Oops, I almost missed the v2, sorry about that. So, technically it looks correct, but
I only fear the scalability impact of the change. If there're a large number of vlans
adding a macvlan (or any device that syncs uc addr) might become very slow and every
flag change will become very slow too without an option to revert to the original
behaviour so we'll have to wait for the entries to be added in order to delete them.
Another common scenario is having 8021q interfaces on top of the bridge with different
mac addresses for some of the configured vlans (or with macvlans on top of them for VRR),
that use case would suffer as well because their macs need to be local only for those vlans,
and not the 2000+ other vlans that might exist.
On every sync_uc() call all the fdb entries get deleted and added again, so even after deleting
some manually they can come back unexpectedly after some operation and also the message storm from
all the deletes and adds could be problematic as well.

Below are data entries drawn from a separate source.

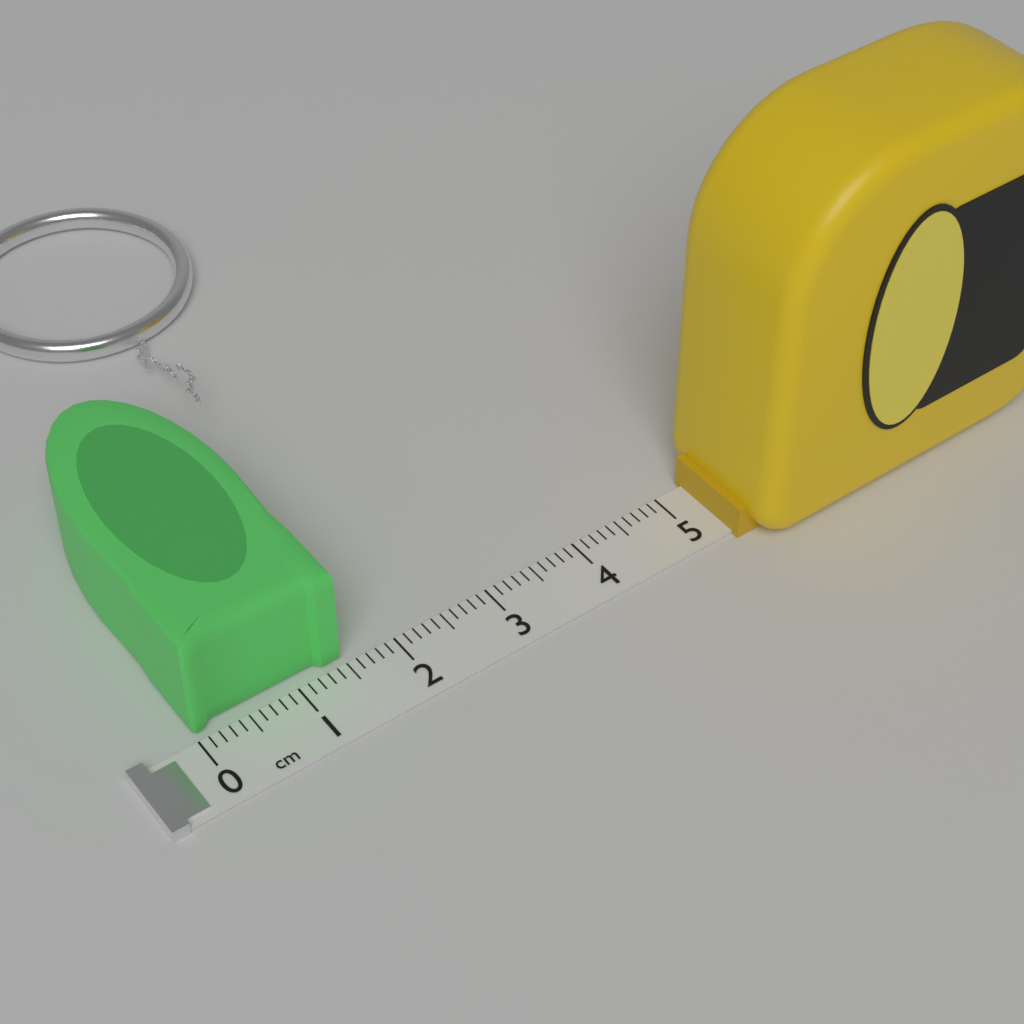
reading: 1.5 cm
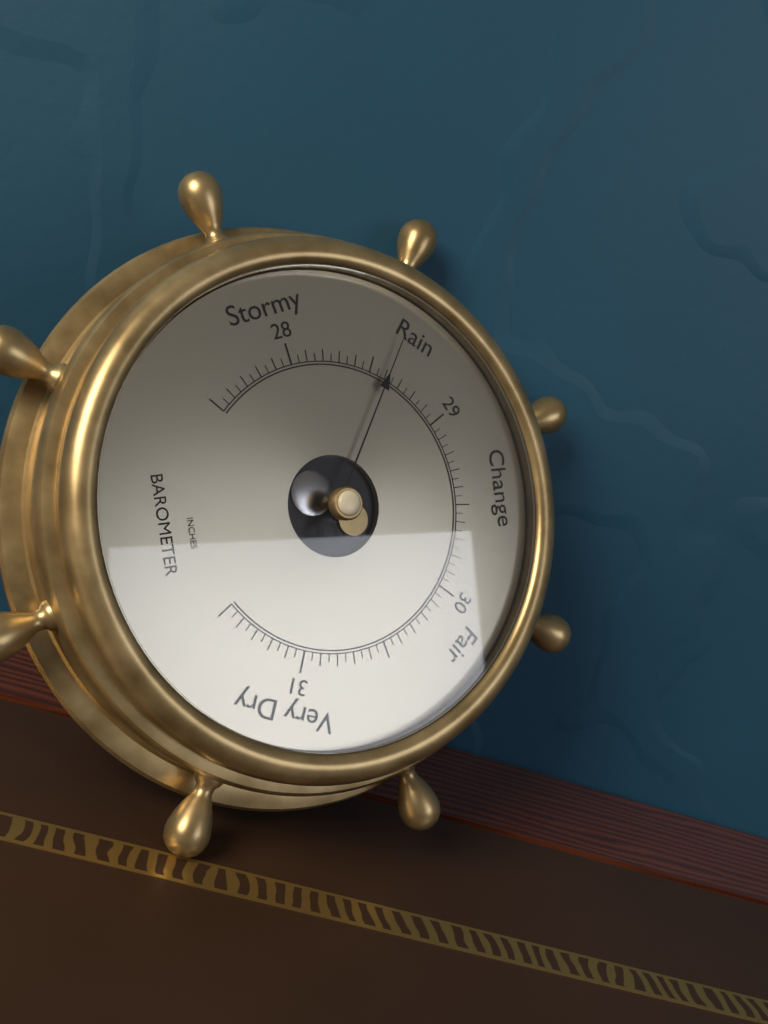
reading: 28.60 inHg
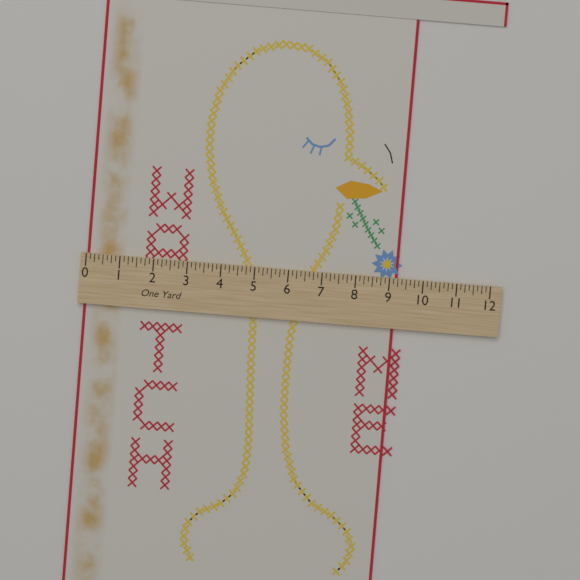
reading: 9.250 in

E.g. 2000 br0 vlans, 25 macvlans on br0 (adding them took more than 5 minutes, 53k fdb entries):
$ bridge fdb del de:8e:9f:16:c5:71 dev br0 vlan 289
$ ip l set br0 multicast on
$ bridge fdb | grep 289 | grep de:8e:9f:16:c5:71
de:8e:9f:16:c5:71 dev br0 vlan 1289 master br0 permanent
de:8e:9f:16:c5:71 dev br0 vlan 289 master br0 permanent

In fact you can't escape the slow performance even if you delete all entries because on the
next flag change or interface add, they will be added back.